Hip-hop star Drake's surprise release "If You're Reading This, It's Too Late" shot to the top of the Billboard 200 chart on Wednesday, and helped relegate reigning queen Taylor Swift's "1989" to the No. 5 spot.
Taking a page from Beyonce's book, Drake released his album on iTunes last Friday with no advance warning and debuted with 535,000 sales units - 495,000 of which were albums, according to figures from Nielsen SoundScan for the week ending Feb. 15.
It was Drake's fourth No. 1 debuting album. Overall album sales for the week were the second largest in the last year, only behind industry-wide sales in the debut week of Swift's "1989," Billboard said.
The soundtrack “Fifty Shades of Grey" came in at No. 2 with 258,000 units sold after the book-inspired sex fantasy broke box office records in its debut weekend.
Sam Smith, the big winner from the Feb. 8 Grammy Awards, received a 91 percent Grammy sales boost from the previous week to 164,000 sales units, including 15 million streaming hits.
Fellow British singer and Grammy nominee Ed Sheeran's "X" saw a 44 percent rise in sales after the Grammys but fell from third to fourth place.
Their good performances pushed Swift to her lowest spot on the chart since "1989" debuted 16 weeks ago. Her sales went up 16 percent to 125,000 units, but unlike the others ahead of her, she has no streaming sales since she famously pulled her material off that platform last year. Every week since release, "1989" has claimed one of the top two spots.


Aim of the exercise:
Print the material below exactly as it stands, please, from its first line to the line holding "Image is 644x304 pixels.", with no pictures.

Supplied material:
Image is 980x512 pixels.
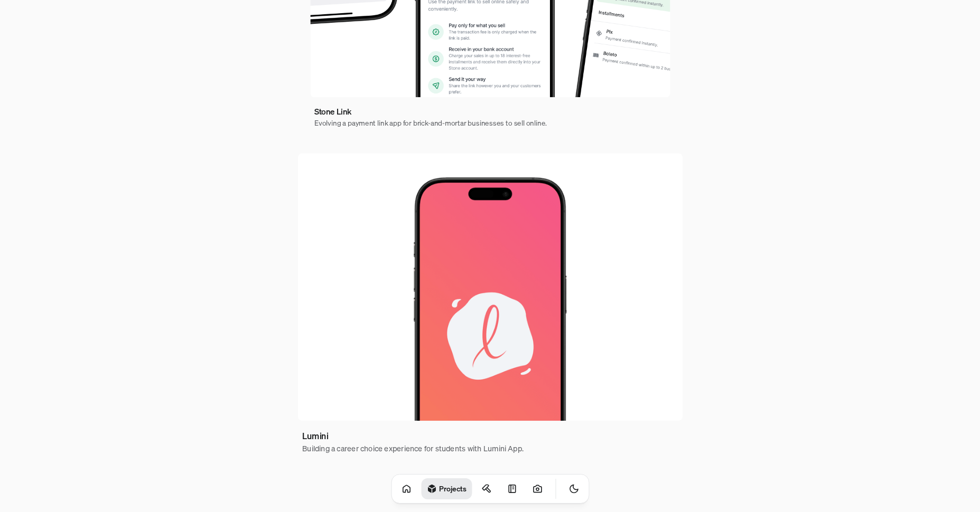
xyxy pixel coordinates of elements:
[314,117,547,127] h4: Evolving a payment link app for brick-and-mortar businesses to sell online.
[302,442,524,454] h4: Building a career choice experience for students with Lumini App.
[563,478,585,499] button: Toggle Theme
[302,429,328,442] h3: Lumini
[314,105,352,117] h3: Stone Link
[421,478,472,499] a: Projects
[439,484,467,494] h1: Projects
[310,102,551,132] a: Stone LinkEvolving a payment link app for brick-and-mortar businesses to sell online.
[298,425,528,458] a: LuminiBuilding a career choice experience for students with Lumini App.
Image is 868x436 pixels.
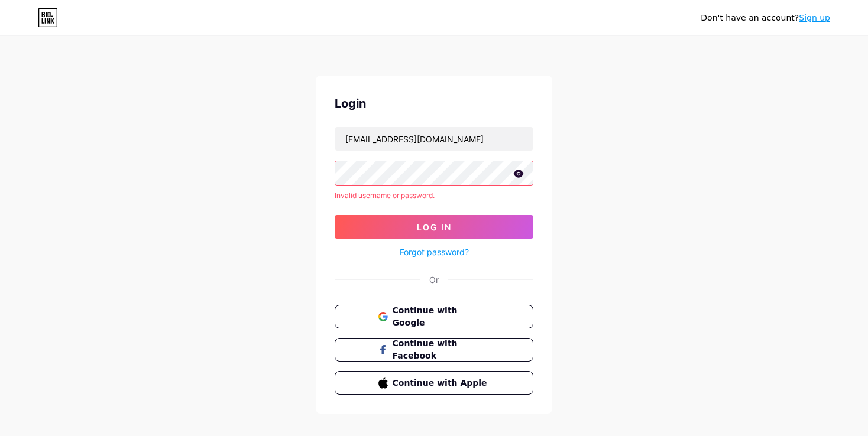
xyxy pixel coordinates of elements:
a: Sign up [799,13,830,23]
button: Log In [335,215,534,239]
span: Continue with Google [393,304,490,329]
a: Forgot password? [400,246,469,258]
span: Continue with Facebook [393,338,490,362]
button: Continue with Google [335,305,534,329]
span: Continue with Apple [393,377,490,389]
span: Log In [417,222,452,232]
button: Continue with Facebook [335,338,534,362]
div: Or [429,274,439,286]
button: Continue with Apple [335,371,534,394]
input: Username [335,127,533,151]
div: Don't have an account? [701,12,830,24]
div: Invalid username or password. [335,190,534,201]
div: Login [335,95,534,112]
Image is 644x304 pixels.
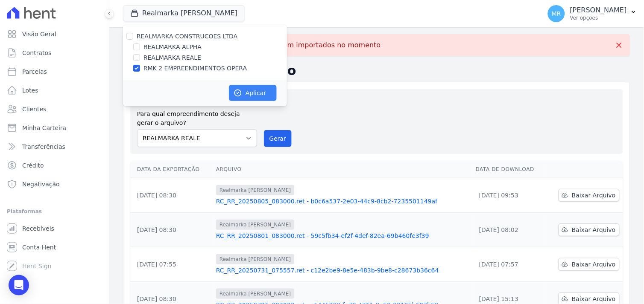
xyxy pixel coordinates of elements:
[472,247,546,282] td: [DATE] 07:57
[558,258,619,271] a: Baixar Arquivo
[22,86,38,95] span: Lotes
[216,232,469,240] a: RC_RR_20250801_083000.ret - 59c5fb34-ef2f-4def-82ea-69b460fe3f39
[9,275,29,296] div: Open Intercom Messenger
[3,176,105,193] a: Negativação
[22,105,46,113] span: Clientes
[22,143,65,151] span: Transferências
[571,260,616,269] span: Baixar Arquivo
[541,2,644,26] button: MR [PERSON_NAME] Ver opções
[3,138,105,155] a: Transferências
[22,67,47,76] span: Parcelas
[3,26,105,43] a: Visão Geral
[216,254,294,264] span: Realmarka [PERSON_NAME]
[144,53,201,62] label: REALMARKA REALE
[130,213,213,247] td: [DATE] 08:30
[22,243,56,252] span: Conta Hent
[7,206,102,217] div: Plataformas
[123,5,244,21] button: Realmarka [PERSON_NAME]
[216,197,469,206] a: RC_RR_20250805_083000.ret - b0c6a537-2e03-44c9-8cb2-7235501149af
[229,85,277,101] button: Aplicar
[3,220,105,237] a: Recebíveis
[570,6,627,15] p: [PERSON_NAME]
[3,101,105,118] a: Clientes
[144,43,202,52] label: REALMARKA ALPHA
[3,119,105,137] a: Minha Carteira
[216,289,294,299] span: Realmarka [PERSON_NAME]
[3,239,105,256] a: Conta Hent
[571,295,616,304] span: Baixar Arquivo
[130,247,213,282] td: [DATE] 07:55
[558,189,619,202] a: Baixar Arquivo
[137,106,257,128] label: Para qual empreendimento deseja gerar o arquivo?
[22,124,66,132] span: Minha Carteira
[571,191,616,200] span: Baixar Arquivo
[123,63,630,78] h2: Exportações de Retorno
[558,223,619,237] a: Baixar Arquivo
[571,226,616,234] span: Baixar Arquivo
[22,180,60,189] span: Negativação
[137,33,238,40] label: REALMARKA CONSTRUCOES LTDA
[22,224,54,233] span: Recebíveis
[472,213,546,247] td: [DATE] 08:02
[22,161,44,170] span: Crédito
[570,15,627,21] p: Ver opções
[472,178,546,213] td: [DATE] 09:53
[144,64,247,73] label: RMK 2 EMPREENDIMENTOS OPERA
[3,63,105,80] a: Parcelas
[213,161,472,178] th: Arquivo
[130,161,213,178] th: Data da Exportação
[472,161,546,178] th: Data de Download
[22,49,51,57] span: Contratos
[551,10,561,17] span: MR
[130,178,213,213] td: [DATE] 08:30
[3,44,105,62] a: Contratos
[264,130,292,147] button: Gerar
[22,30,57,38] span: Visão Geral
[216,266,469,275] a: RC_RR_20250731_075557.ret - c12e2be9-8e5e-483b-9be8-c28673b36c64
[3,157,105,174] a: Crédito
[3,82,105,99] a: Lotes
[216,185,294,196] span: Realmarka [PERSON_NAME]
[216,220,294,230] span: Realmarka [PERSON_NAME]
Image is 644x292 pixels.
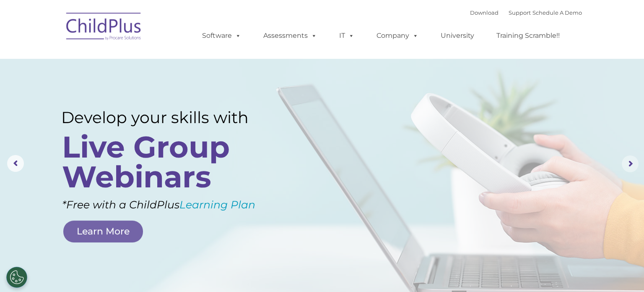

Exercise answer:
Image is 980x512 pixels.
xyxy pixel coordinates of elements:
[314,117,547,127] h4: Evolving a payment link app for brick-and-mortar businesses to sell online.
[302,442,524,454] h4: Building a career choice experience for students with Lumini App.
[563,478,585,499] button: Toggle Theme
[302,429,328,442] h3: Lumini
[314,105,352,117] h3: Stone Link
[421,478,472,499] a: Projects
[439,484,467,494] h1: Projects
[310,102,551,132] a: Stone LinkEvolving a payment link app for brick-and-mortar businesses to sell online.
[298,425,528,458] a: LuminiBuilding a career choice experience for students with Lumini App.
Image is 868x436 pixels.
xyxy pixel coordinates of elements:
a: Sign up [799,13,830,23]
button: Log In [335,215,534,239]
span: Continue with Google [393,304,490,329]
a: Forgot password? [400,246,469,258]
span: Continue with Facebook [393,338,490,362]
button: Continue with Google [335,305,534,329]
span: Continue with Apple [393,377,490,389]
span: Log In [417,222,452,232]
button: Continue with Facebook [335,338,534,362]
div: Or [429,274,439,286]
button: Continue with Apple [335,371,534,394]
input: Username [335,127,533,151]
div: Don't have an account? [701,12,830,24]
div: Invalid username or password. [335,190,534,201]
div: Login [335,95,534,112]
Image is 644x304 pixels.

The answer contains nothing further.